Curiously, what he decided to try was a variation on the curmudgeonly-adult-transformed-by-the-innocence-of-a-child genre, and the resulting film is indeed reminiscent of Wim Wenders' genre-defining Alice in the Cities. Unfortunately, Kikujiro fails to hold up to Wenders' masterful example, and although it is full of beautiful moments and suffused with Kitano's trademark stylistic flourishes, it is most likely to disappoint those expecting a film with the magnitude of Fireworks or Sonatine.

Kikujiro tells the story of a nine-year- old boy named Masao, who lives alone with his grandmother and has no one to play with during the summer (all of his friends have gone on vacation with their families, and his grandmother works all day). One day, Masao discovers the photo and address of the mother he has never known and decides to set out in search of her, only to be intercepted by a concerned neighbor as he is "running away from home." She promptly orders her good-for-nothing husband, Kikujiro (played by Kitano himself), to accompany the boy and watch over him, and the odd couple sets out on the open road.

Their first stop is the racetrack, where Kikujiro proceeds to lose all of their travel money. Suddenly penniless, the two of them are now forced to hitch their way to the town where Masao's mother lives. Their resulting adventures (and misadventures) on the way to Masao's mother's house make up the bulk of the film's remainder, and predictably, by the time they reach the mother's house, Kikujiro has been transformed from a good-for-nothing lout to a kind and caring guardian.

Unfortunately, it is at this point where the film begins to veer off course. Once they've found Masao's mother's house, the film loses all narrative drive, and the last 30 minutes feel tedious and self-indulgent: The story is essentially over, the main narrative questions of the film have already been answered... and yet it persists.

Kitano's forte has always been his specific way of telling a story. His singular style makes extensive use of long static shots, tableaux vivants, deadpan humor, Brechtian narrative interruptions, and a constant intermingling of fantasy with reality. In Kikujiro, the narrative is told through the Brechtian device of the boy's "What I did last summer" snapshot album, with each titled snapshot constituting a kind of chapter heading for a particular episode. Kitano's use of the snapshot album to frame the story allows him to identify the boy's point of view, and gives the film a semblance of the sense of wonder and naiveté in a child's world view. The result is a strange mixture that is, at its best, funny and metaphysical at the same time. Sadly, though, the humor in this film occasionally verges on slapstick silliness, while Kitano's trademark metaphysics occasionally verge into schmaltz. (Worse, this sense of schmaltz is heightened by an annoying use of a sappy, pull-at-your-heartstrings musical score.)

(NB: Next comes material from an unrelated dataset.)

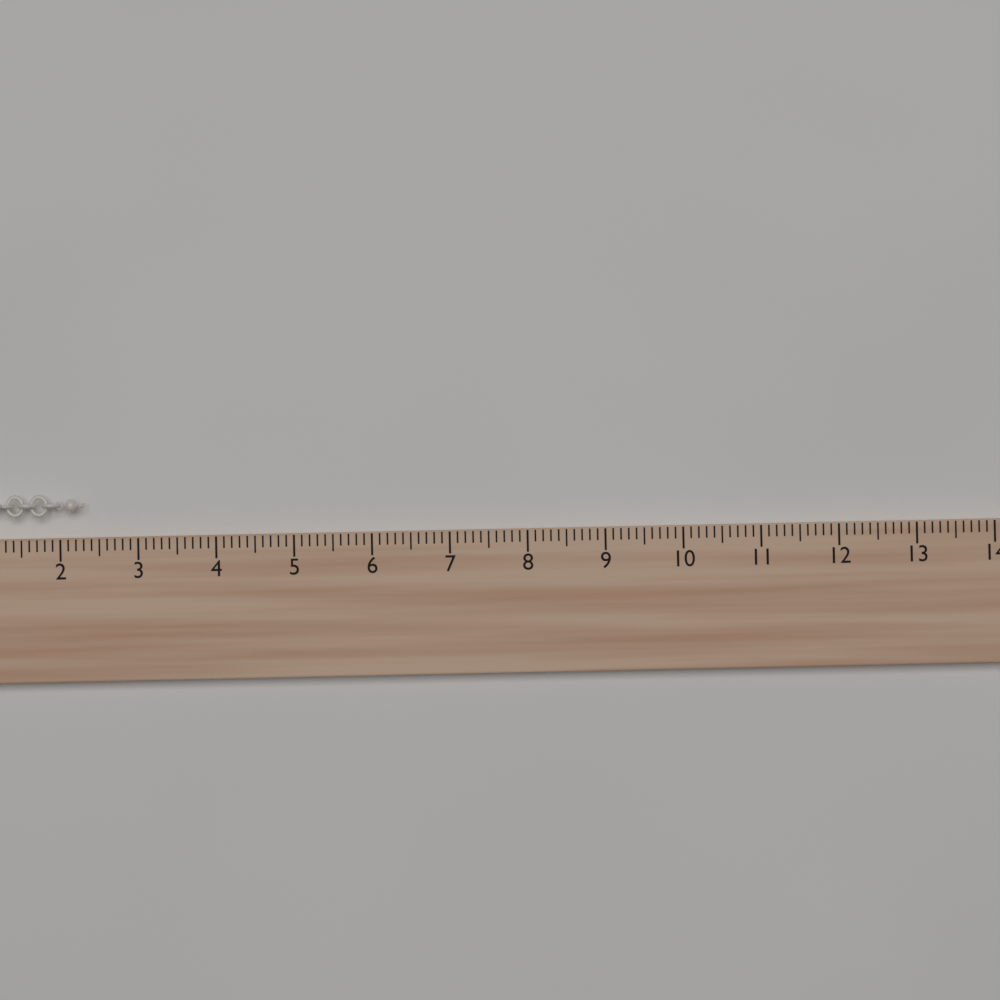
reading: 2.3 (no unit)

Before directing films, Kitano was already a famous television personality and comedian in Japan, known mostly for his lowbrow humor and populist appeal. Before making the restrained, quasi-Bressonian gangster art films he is now known for in the West, he made several early films that bordered on maudlin. Kikujiro, especially in its last half hour, unfortunately seems to exhume this less-appealing side of Kitano's decidedly complex personality, and ultimately keeps it from being a film one can recommend wholeheartedly. While Kitano's singular stylistic flourishes perhaps make Kikujiro a film worth seeing, his misguided and indulgent sentiment makes the film less than enjoyable to watch.